An erotic relationship between horse and rider? "Everybody knows
it's there," says Deborah Bright, Bunting Institute fellow in visual
arts, "but it would upend the order of things to admit it...Puritanism
is alive and well, particularly for those in charge of youthful girls."
In a recent sequence of photographs titled "Being and Riding,"
Bright explores the potent attraction of horses, especially for young girls.
Girls perform "undeniably erotic functions" with horses, Bright
asserts: they feed and stroke the animals, entrust them with secrets, allow
themselves to be carried off by the beast between their legs. "It's
a turn-on before you can name it-having that soft muzzle in your hand,"
Bright says. "There's an incredible gentleness these big creatures
have. And though it could kill you, the horse allows you to take command.
A lot has to do with inhabiting and controlling a powerful other body."
And whether quivering flesh-or gleaming plastic, like the toy replicas Bright
photographs-horses breed fantasies of flight and escape. "Horses can
take you elsewhere," she suggests.
"Just touching so magnificent a creature," writes Diane Ackerman
in A Natural History of Love, "I entered the gates of paradise."
Ackerman notes that girls "forced to boil with the lid on tight"-without
benefit of male athletic outlets that "jolt the nerves and make the
heart stampede"-could find, with real or toy horses, actual or fantasized
release: leaping fences, racing the wind, dawdling into the "bud-breaking
chaos of spring" at a lope. Ackerman claims she's discovered informally
over the years that 8 out of 10 girls experience a stage of horse idolatry.
"The phenomenon doesn't really interest psychologists," says Bright,
"because girlhood passion for horses isn't considered an aberration."
Bright herself was one of half a dozen elementary school "horse-girls"
who mimicked equine behavior-galloping, trotting, and whinnying around the
schoolyard. She remembers losing interest in "horse-play" around
puberty, and recalls one girl who was ostracized for playing horse games
past age 13.
"We give kids license to embrace a free-flowing energy toward all sorts
of erotic possibilities. Girls really feel their oats between 6 and 12 years
old. They're good at math; they're feisty," says Bright. "But
at some point, as [Harvard professor of education] Carol Gilligan and other
psychologists note, girls' spirits change. They lose their assertiveness,
defer instead to boys."
In Bright's photo "Wild Secret Girl," a white horse gallops, mane
cascading, toward the right margin. A gauze bandage that both blinds and
binds her streams off the left margin, affixed to or held by an unseen agent.
"Something insubstantial restrains her," says Bright. "Like
gender, social conditions, a soft constraint you know exists, but can't
put your finger on." In "Novice," a colt's body, legs splayed,
strains against the thick chain around his torso that lashes him to a black
field. "His stance suggests he's fighting a powerful force," says
Bright. "The foolishness of youth doesn't let him see he doesn't have
to strain."
Some of Bright's images (each is about two by three feet) have a crisp edge,
others a dreamlike, soft-focus quality. Using a computer, the artist has
digitally manipulated shadings and retouched the photos in places, to blur
the line between reality and fantasy. Bright wants her photos to hover in
a "liminal place," evoking an emotional edge, not sliding
into S-M or kitsch.
She borrowed or bought (at old junk stores) most of the figurines she uses.
Why toy horses? "You don't have to have a physical horse to get at
these ideas," she explains. "It's a control issue; I wanted to
do things to these horses." Things like fabricating miniature tack
for her toy models. "In bondage, in most practices that use props,
the visuality of tied-upness is what's erotic," Bright explains. "Of
course, leather, that tactile, seductive object, is a highly eroticised
fetish; we like to have it on our skin. When I put myself around a saddle,
leather is a mediation material between bodies."
Freud claimed that only men have fetishes, for reasons he linked to alleged
castration anxiety. "Hogwash," says Bright, echoing "queer
theorists" like Teresa De Lauretis, who, in The Practice of Love,
"posits that the 'lost object' is not the penis/phallus, but the female
body itself." Consequently, Bright argues, we can understand women's
fetish choice of a powerful animal substitute, rather than an inanimate
object like a high-heeled shoe.
"I like to make art about the open secret, to force issues,
to help people think in new ways about desire and its complexities,"
Bright says. "The female body is a bankrupt image-each photo is about
an attitude projected." In the horse photo called "Missy,"
Bright captures female sassiness. "The name suggests a real tartiness,"
says the artist. "She's flashing a gold shoe, showing us a bit of ass."
Bright smiles, "She knows what she's got."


What to work on ::
Return every line of the data that contains the string "range".

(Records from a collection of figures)
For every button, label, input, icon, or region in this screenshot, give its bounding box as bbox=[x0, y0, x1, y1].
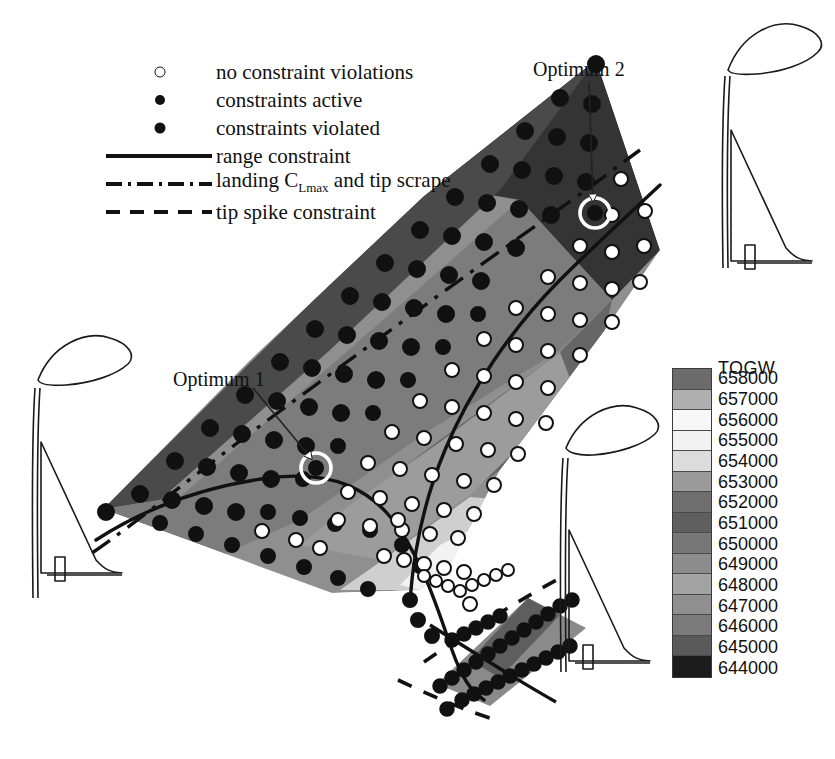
colorbar-band bbox=[673, 513, 711, 534]
dash-dot-line-icon bbox=[104, 170, 216, 198]
colorbar-tick-label: 649000 bbox=[718, 555, 778, 573]
colorbar-tick-label: 650000 bbox=[718, 535, 778, 553]
dashed-line-icon bbox=[104, 198, 216, 226]
colorbar-band bbox=[673, 369, 711, 390]
colorbar-tick-label: 645000 bbox=[718, 638, 778, 656]
legend-label-subscript: Lmax bbox=[298, 180, 328, 195]
legend-item: landing CLmax and tip scrape bbox=[104, 170, 464, 198]
colorbar-band bbox=[673, 636, 711, 657]
colorbar-band bbox=[673, 410, 711, 431]
colorbar-band bbox=[673, 492, 711, 513]
filled-circle-small-icon bbox=[104, 86, 216, 114]
colorbar-tick-label: 657000 bbox=[718, 390, 778, 408]
colorbar-band bbox=[673, 451, 711, 472]
legend-item: constraints violated bbox=[104, 114, 464, 142]
legend-item: constraints active bbox=[104, 86, 464, 114]
colorbar-band bbox=[673, 472, 711, 493]
colorbar-tick-label: 647000 bbox=[718, 597, 778, 615]
colorbar-tick-label: 656000 bbox=[718, 411, 778, 429]
colorbar bbox=[672, 368, 712, 678]
figure-canvas: no constraint violations constraints act… bbox=[0, 0, 835, 759]
colorbar-tick-group: 6580006570006560006550006540006530006520… bbox=[718, 368, 828, 688]
colorbar-band bbox=[673, 615, 711, 636]
colorbar-tick-label: 648000 bbox=[718, 576, 778, 594]
legend-item: tip spike constraint bbox=[104, 198, 464, 226]
colorbar-tick-label: 644000 bbox=[718, 659, 778, 677]
legend: no constraint violations constraints act… bbox=[104, 58, 464, 226]
open-circle-icon bbox=[104, 58, 216, 86]
legend-item-label: tip spike constraint bbox=[216, 201, 376, 223]
colorbar-band bbox=[673, 533, 711, 554]
legend-item-label: landing CLmax and tip scrape bbox=[216, 169, 450, 199]
colorbar-tick-label: 646000 bbox=[718, 617, 778, 635]
colorbar-band bbox=[673, 656, 711, 677]
colorbar-tick-label: 652000 bbox=[718, 493, 778, 511]
filled-circle-large-icon bbox=[104, 114, 216, 142]
colorbar-band bbox=[673, 595, 711, 616]
legend-item-label: no constraint violations bbox=[216, 61, 413, 83]
colorbar-tick-label: 658000 bbox=[718, 369, 778, 387]
legend-label-post: and tip scrape bbox=[329, 168, 451, 192]
colorbar-band bbox=[673, 431, 711, 452]
colorbar-tick-label: 653000 bbox=[718, 473, 778, 491]
legend-item-label: range constraint bbox=[216, 145, 351, 167]
legend-label-pre: landing C bbox=[216, 168, 298, 192]
optimum-1-label: Optimum 1 bbox=[173, 368, 265, 391]
legend-item-label: constraints active bbox=[216, 89, 362, 111]
solid-line-icon bbox=[104, 142, 216, 170]
aircraft-sketch bbox=[722, 24, 821, 269]
aircraft-sketch bbox=[560, 406, 658, 672]
legend-item: range constraint bbox=[104, 142, 464, 170]
aircraft-sketch bbox=[32, 336, 131, 598]
colorbar-tick-label: 654000 bbox=[718, 452, 778, 470]
colorbar-tick-label: 651000 bbox=[718, 514, 778, 532]
colorbar-band bbox=[673, 554, 711, 575]
optimum-2-label: Optimum 2 bbox=[533, 58, 625, 81]
legend-item-label: constraints violated bbox=[216, 117, 380, 139]
legend-item: no constraint violations bbox=[104, 58, 464, 86]
colorbar-tick-label: 655000 bbox=[718, 431, 778, 449]
colorbar-band bbox=[673, 390, 711, 411]
colorbar-band bbox=[673, 574, 711, 595]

Exercise response ::
legend-item-label: range constraint bbox=[216, 145, 351, 167]
legend-item: range constraint bbox=[104, 142, 464, 170]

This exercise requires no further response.